I was going to say that this was tragic, but the tragedy came in the years before where he would use his size, force, and reputation for terrible retribution to abuse CDP delegates, staff, and volunteers. Some were fondled without consent, some were groped as a show of menacing domination. Verbal abuse was commonplace. The tragedy of Bauman’s interactions were not in their culminating in his resignation, but in the pain that they caused and the perversion of the political process.
Bauman won the CDP Chair’s election over Kimberly Ellis, pictured with him in my composite graphic above, based partly on an anti-homophobia backlash after he asserted that a whisper campaign was being mounted against him claiming that he was being accused of preying on teenage boys. No evidence emerged about such a campaign, other than perhaps a stupid remark or two not emanating from the Ellis campaign. Nevertheless, while his supporters complained about Ellis playing the “woman card,” the “black card,” and the “woman of color card,” reaction to this charge propelled him to a narrow victory.
(Well, that’s not true — it only propelled him towards a victory. He only got over the line by cheating, managing to appoint alternates to delegate who didn’t show up and funneling them through a specific poll worker who would look the other way at any irregularities. Yes, I was the main witness and agitator about this; but it didn’t make it any less true and of course the party refused to engage in any real investigation.)
Bauman’s power base was in Los Angeles County — which achieved historically low turnout in elections under his leadership. Along with Ventura County, Orange County was with one of Bauman’s next strongest power bases. I won’t recount all of that here and now, especially as DPOC Chair Fran Sdao has already announced her departure. Sometime later, I promise.
I will recount that as Vice Chair of the Party, Bauman was brought in by then-Chair Henry Vandermeir to chair the meeting in which I was removed from the position of party Vice Chair — in a proceeding where I was not even given the charges against me until a few minutes before the hearing was to begin, when they were dropped casually on the table where I was sitting while I had stepped away from it for a moment. Bauman won over the room when, after I had accused him of bias in (among other things) not doing anything about that blatant violation of due process, he thundered from the podium that he had chaired a large number of proceedings and had never been accused of bias.

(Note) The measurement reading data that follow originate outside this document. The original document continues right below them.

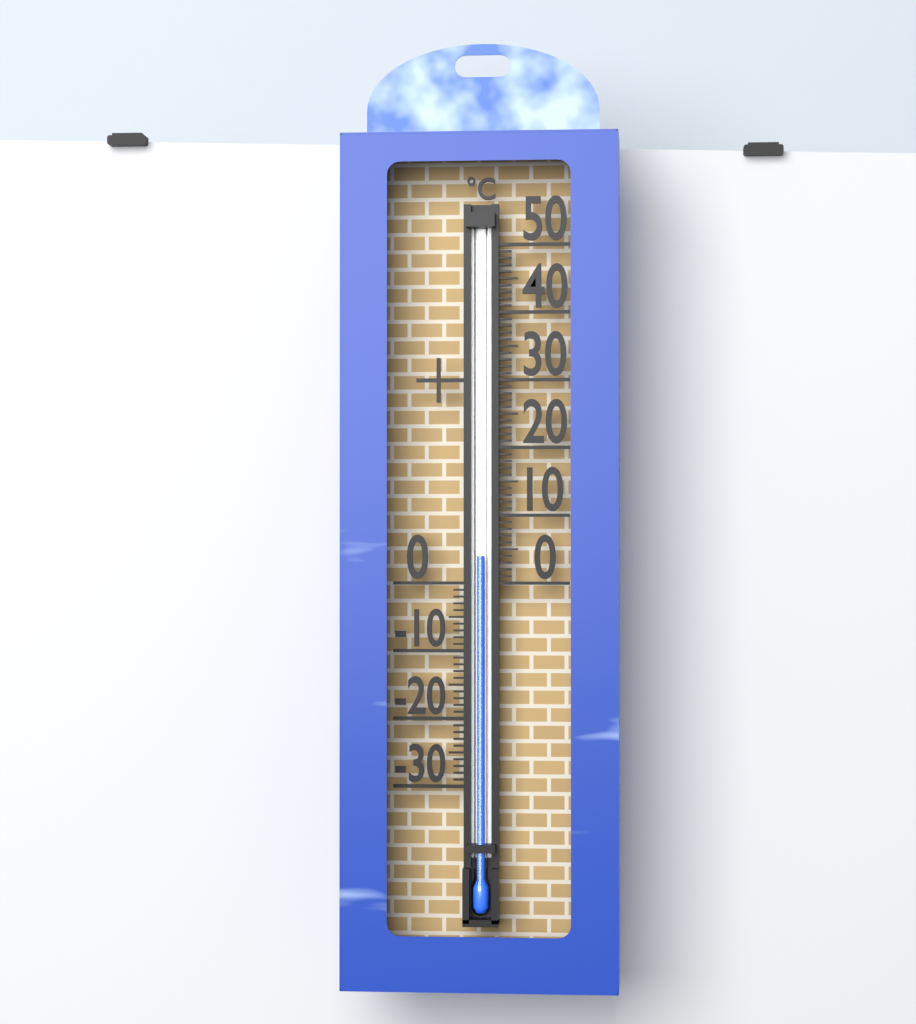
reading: 4 °C
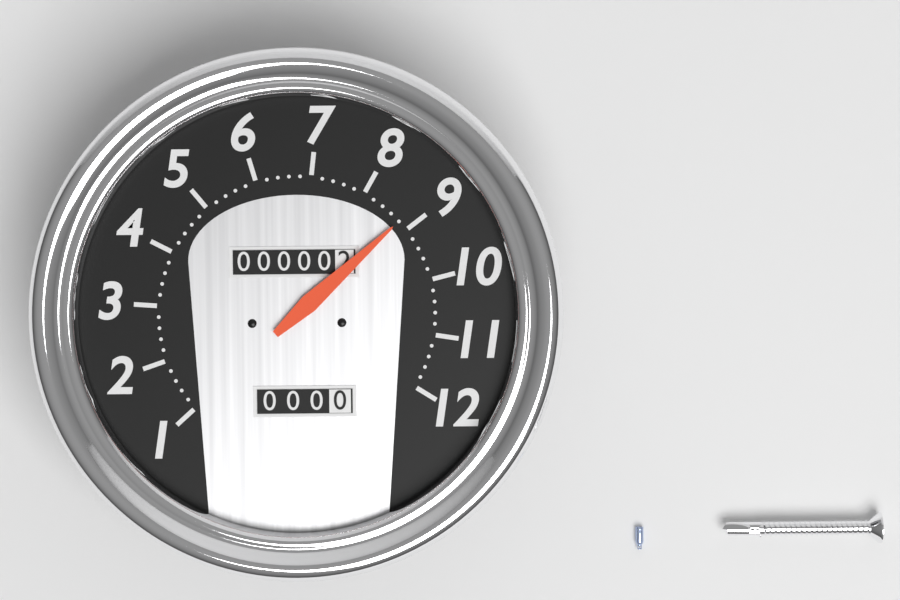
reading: 8.8 (no unit)
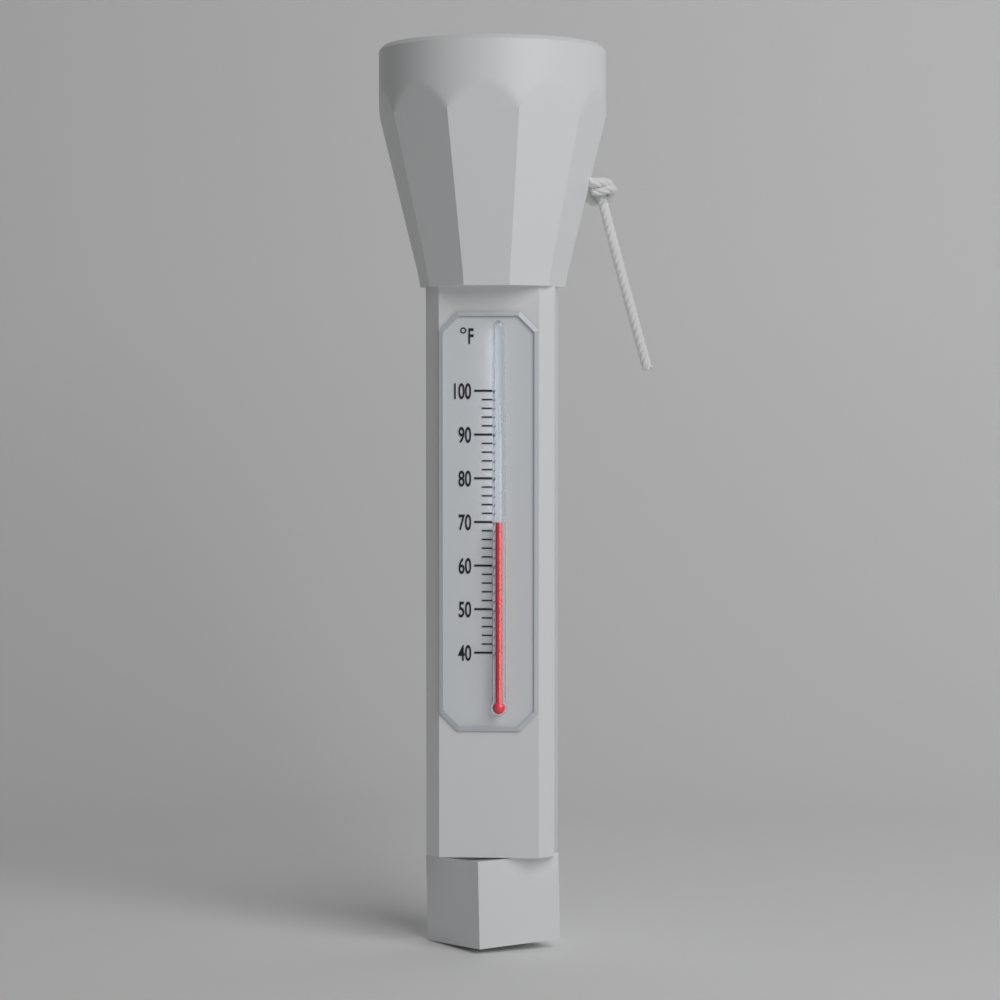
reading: 70 °F
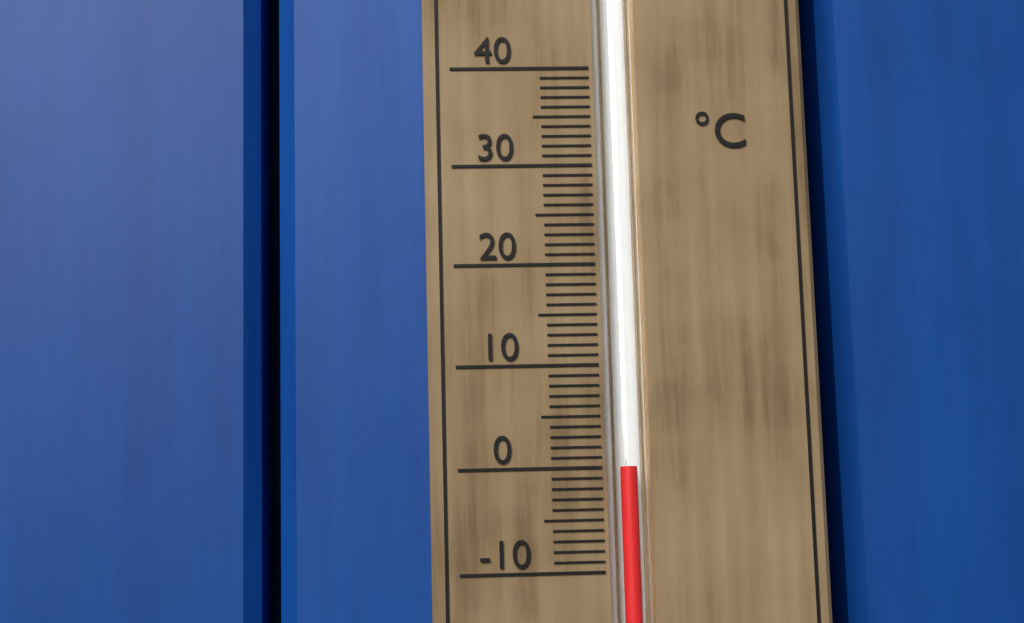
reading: 0 °C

This was a lie — neither his first nor his last in office — but it impressed the room (not used to such local displays from party leaders) and I lost that vote by a margin of one.
Bauman embraced the notion that his verbally abusive and physically intimidating ways “worked for him” — and, for what seemed like a long time (but in retrospect wasn’t all that long.) He will go down in history as a striking example of the arrogance of power based in humiliation, bullying, and physical (including sexual domination) — putting him in a class with flawed but heroic figures such as Lyndon Baines Johnson and flawed but horrible figures such as Donald Trump. He’ll fit in somewhere between them.
Wow; thanks for sharing your personal story publicly – none of this could have been easy to experience, and no one on the outside or following regular press would ever know.